“Quadruple Witching Day” concluded successfully last Friday, with the SPX remaining near all-time highs and Nvidia taking a breather after becoming the world’s most valuable company.

As midsummer approaches, the stock market continues to climb the wall of worry, and the market's attention will gradually turn to politics. Thursday's US presidential debate took place early, and the market odds have been heavily tilted towards former President Trump after the court ruling, but both candidates are likely to continue the unsustainable US fiscal expansion policy, with the US Congressional Budget Office (CBO) raising the deficit to more than 7% of GDP in 2024 and expecting it to remain above this level for the foreseeable future.

The French election will take place on June 29/30, with a second round on July 6/7. Le Pen’s National Rally remains firmly in the lead, and the far-right coalition is expected to win an absolute majority. Markets have already cast a vote of no confidence in French assets, with the spread between French government bonds and German government bonds widening to the highest level since 2012.

At the same time, foreign exchange-related tensions have also begun to intensify. As China's economic growth continues to be sluggish, the offshore yuan exchange rate has fallen to its lowest level this year, and risk reversals also indicate that the market is bracing for further weakness.

The yen is also under pressure, with USD/JPY approaching 160 and the market expects that the Japanese Ministry of Finance will only have about $200-300 billion in intervention funds left, while Bank of Japan officials are still hesitant on raising interest rates. The market expects USD/JPY to move towards 165 before the next wave of intervention measures by the Bank of Japan.

While the Nikkei remains near cycle highs, cracks are beginning to show elsewhere. Japan’s largest agricultural bank, Norinchukin (“Nochu”), has become the latest victim of the Fed’s prolonged rate hikes. With a $357 billion (¥56 trillion) balance sheet, the bank, known on Wall Street as Japan’s “CLO whale,” could see losses of more than $9.5 billion (¥1.5 trillion) this fiscal year, three times higher than previously expected, due to losses from its massive CLOs.

On the economic front, we are seeing more signs that the US economy is finally slowing, with growth surprise indicators also falling to their lowest levels since 2022, and the rest of the world joining the US in falling into negative territory.

In addition, American consumers are finally showing some early signs of capitulation, with credit card delinquencies rising to their highest level since 2012 as savings from the pandemic are completely depleted. On the job market, despite good overall growth data, data shows that the number of employees with multiple "full-time" jobs has hit a new high, which can be interpreted as excessive labor demand or individuals needing multiple incomes to maintain the rising cost of living. We prefer the latter.

High living costs, a slowing job market and expensive mortgage rates are causing year-over-year declines in U.S. home prices, after earlier price increases were largely due to a lack of supply as sellers were unable to roll over low-rate mortgages to new homes. Will U.S. residential real estate follow the rest of the world and become the next sector to deteriorate?

The stock market closed last Friday, and the major indexes remained strong. Brokerages reported that Friday's PCE will be the most important data release of the week as the major indexes remained firm and short covering continued throughout the week. Narrow market breadth and a shrinking leading group remain concerns for the stock market, but have not yet translated into substantial weakness, short sellers continue to be eliminated, and short interest in the SPX, Nasdaq and "Magnificent-7" is at multi-year lows.

The only asset class to suffer last week was crypto, with the majors (BTC/ETH) down 3% and altcoins seeing a massive sell-off, with many prominent tokens down 10-15% in a week and down nearly 70% from recent highs, while the massive net outflows from the BTC ETF certainly didn’t help.

One difference in this cycle is that the rebound in major currencies is unlikely to lead to a positive spillover effect for altcoins/NFTs, but crypto native users were particularly hard hit last week due to various airdrop "conspiracies" in well-known DeFi projects. Many native users have been working hard on airdrops in the past year as new "alphas", but the actual rewards of projects such as zkSync, Layer Zero, Eigenlayer were significantly lower than expected, which shook users' confidence and even sparked many discussions about the end of the airdrop "era". With NFT, memecoin and Ethereum L1 fees continuing to fall, will the native ecosystem usher in another huge change? It is indeed a very interesting year.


The data must be given again exactly as written, with all images omitted.

● RECORDS SHOWN
:::::
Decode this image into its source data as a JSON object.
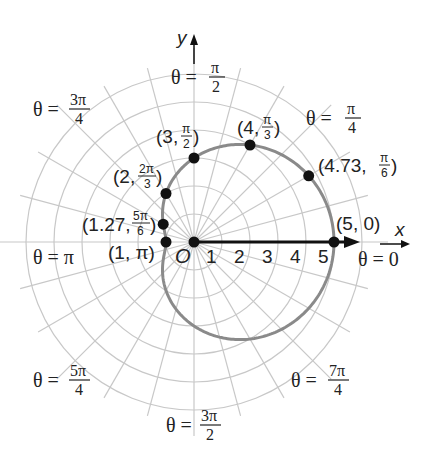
{
  "chart_data": {
    "type": "line",
    "title": "",
    "plot_kind": "polar",
    "equation": "r = 3 + 2cos(theta)",
    "pole": {
      "x": 194,
      "y": 242,
      "label": "O"
    },
    "scale_px_per_unit": 28,
    "grid": {
      "on": true,
      "rings": [
        1,
        2,
        3,
        4,
        5,
        6
      ],
      "spoke_step_deg": 15,
      "color": "#c8c8c8"
    },
    "axes": {
      "x_label": "x",
      "y_label": "y",
      "tick_labels": [
        "1",
        "2",
        "3",
        "4",
        "5"
      ]
    },
    "curve": {
      "color": "#8a8a8a",
      "width": 3
    },
    "points": [
      {
        "r": 5,
        "theta_deg": 0,
        "label": "(5, 0)"
      },
      {
        "r": 4.73,
        "theta_deg": 30,
        "label_prefix": "(4.73, ",
        "label_frac_num": "π",
        "label_frac_den": "6"
      },
      {
        "r": 4,
        "theta_deg": 60,
        "label_prefix": "(4, ",
        "label_frac_num": "π",
        "label_frac_den": "3"
      },
      {
        "r": 3,
        "theta_deg": 90,
        "label_prefix": "(3, ",
        "label_frac_num": "π",
        "label_frac_den": "2"
      },
      {
        "r": 2,
        "theta_deg": 120,
        "label_prefix": "(2, ",
        "label_frac_num": "2π",
        "label_frac_den": "3"
      },
      {
        "r": 1.27,
        "theta_deg": 150,
        "label_prefix": "(1.27, ",
        "label_frac_num": "5π",
        "label_frac_den": "6"
      },
      {
        "r": 1,
        "theta_deg": 180,
        "label": "(1, π)"
      }
    ],
    "angle_labels": [
      {
        "text": "θ = 0",
        "theta_deg": 0
      },
      {
        "text_prefix": "θ = ",
        "num": "π",
        "den": "4",
        "theta_deg": 45
      },
      {
        "text_prefix": "θ = ",
        "num": "π",
        "den": "2",
        "theta_deg": 90
      },
      {
        "text_prefix": "θ = ",
        "num": "3π",
        "den": "4",
        "theta_deg": 135
      },
      {
        "text": "θ = π",
        "theta_deg": 180
      },
      {
        "text_prefix": "θ = ",
        "num": "5π",
        "den": "4",
        "theta_deg": 225
      },
      {
        "text_prefix": "θ = ",
        "num": "3π",
        "den": "2",
        "theta_deg": 270
      },
      {
        "text_prefix": "θ = ",
        "num": "7π",
        "den": "4",
        "theta_deg": 315
      }
    ]
  },
  "labels": {
    "x_axis": "x",
    "y_axis": "y",
    "origin": "O",
    "ticks": [
      "1",
      "2",
      "3",
      "4",
      "5"
    ],
    "theta_0": "θ = 0",
    "theta_pi": "θ = π",
    "theta_prefix": "θ = ",
    "frac": {
      "pi_4": {
        "num": "π",
        "den": "4"
      },
      "pi_2": {
        "num": "π",
        "den": "2"
      },
      "3pi_4": {
        "num": "3π",
        "den": "4"
      },
      "5pi_4": {
        "num": "5π",
        "den": "4"
      },
      "3pi_2": {
        "num": "3π",
        "den": "2"
      },
      "7pi_4": {
        "num": "7π",
        "den": "4"
      }
    },
    "points": {
      "p0": "(5, 0)",
      "p30_prefix": "(4.73, ",
      "p30_num": "π",
      "p30_den": "6",
      "p60_prefix": "(4, ",
      "p60_num": "π",
      "p60_den": "3",
      "p90_prefix": "(3, ",
      "p90_num": "π",
      "p90_den": "2",
      "p120_prefix": "(2, ",
      "p120_num": "2π",
      "p120_den": "3",
      "p150_prefix": "(1.27, ",
      "p150_num": "5π",
      "p150_den": "6",
      "p180": "(1, π)",
      "close": ")"
    }
  }
}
:::::
● ANSWER SPACE
Decode this image into its source data as a JSON object.
{
  "chart_data": {
    "type": "line",
    "title": "",
    "plot_kind": "polar",
    "equation": "r = 3 + 2cos(theta)",
    "pole": {
      "x": 194,
      "y": 242,
      "label": "O"
    },
    "scale_px_per_unit": 28,
    "grid": {
      "on": true,
      "rings": [
        1,
        2,
        3,
        4,
        5,
        6
      ],
      "spoke_step_deg": 15,
      "color": "#c8c8c8"
    },
    "axes": {
      "x_label": "x",
      "y_label": "y",
      "tick_labels": [
        "1",
        "2",
        "3",
        "4",
        "5"
      ]
    },
    "curve": {
      "color": "#8a8a8a",
      "width": 3
    },
    "points": [
      {
        "r": 5,
        "theta_deg": 0,
        "label": "(5, 0)"
      },
      {
        "r": 4.73,
        "theta_deg": 30,
        "label_prefix": "(4.73, ",
        "label_frac_num": "π",
        "label_frac_den": "6"
      },
      {
        "r": 4,
        "theta_deg": 60,
        "label_prefix": "(4, ",
        "label_frac_num": "π",
        "label_frac_den": "3"
      },
      {
        "r": 3,
        "theta_deg": 90,
        "label_prefix": "(3, ",
        "label_frac_num": "π",
        "label_frac_den": "2"
      },
      {
        "r": 2,
        "theta_deg": 120,
        "label_prefix": "(2, ",
        "label_frac_num": "2π",
        "label_frac_den": "3"
      },
      {
        "r": 1.27,
        "theta_deg": 150,
        "label_prefix": "(1.27, ",
        "label_frac_num": "5π",
        "label_frac_den": "6"
      },
      {
        "r": 1,
        "theta_deg": 180,
        "label": "(1, π)"
      }
    ],
    "angle_labels": [
      {
        "text": "θ = 0",
        "theta_deg": 0
      },
      {
        "text_prefix": "θ = ",
        "num": "π",
        "den": "4",
        "theta_deg": 45
      },
      {
        "text_prefix": "θ = ",
        "num": "π",
        "den": "2",
        "theta_deg": 90
      },
      {
        "text_prefix": "θ = ",
        "num": "3π",
        "den": "4",
        "theta_deg": 135
      },
      {
        "text": "θ = π",
        "theta_deg": 180
      },
      {
        "text_prefix": "θ = ",
        "num": "5π",
        "den": "4",
        "theta_deg": 225
      },
      {
        "text_prefix": "θ = ",
        "num": "3π",
        "den": "2",
        "theta_deg": 270
      },
      {
        "text_prefix": "θ = ",
        "num": "7π",
        "den": "4",
        "theta_deg": 315
      }
    ]
  },
  "labels": {
    "x_axis": "x",
    "y_axis": "y",
    "origin": "O",
    "ticks": [
      "1",
      "2",
      "3",
      "4",
      "5"
    ],
    "theta_0": "θ = 0",
    "theta_pi": "θ = π",
    "theta_prefix": "θ = ",
    "frac": {
      "pi_4": {
        "num": "π",
        "den": "4"
      },
      "pi_2": {
        "num": "π",
        "den": "2"
      },
      "3pi_4": {
        "num": "3π",
        "den": "4"
      },
      "5pi_4": {
        "num": "5π",
        "den": "4"
      },
      "3pi_2": {
        "num": "3π",
        "den": "2"
      },
      "7pi_4": {
        "num": "7π",
        "den": "4"
      }
    },
    "points": {
      "p0": "(5, 0)",
      "p30_prefix": "(4.73, ",
      "p30_num": "π",
      "p30_den": "6",
      "p60_prefix": "(4, ",
      "p60_num": "π",
      "p60_den": "3",
      "p90_prefix": "(3, ",
      "p90_num": "π",
      "p90_den": "2",
      "p120_prefix": "(2, ",
      "p120_num": "2π",
      "p120_den": "3",
      "p150_prefix": "(1.27, ",
      "p150_num": "5π",
      "p150_den": "6",
      "p180": "(1, π)",
      "close": ")"
    }
  }
}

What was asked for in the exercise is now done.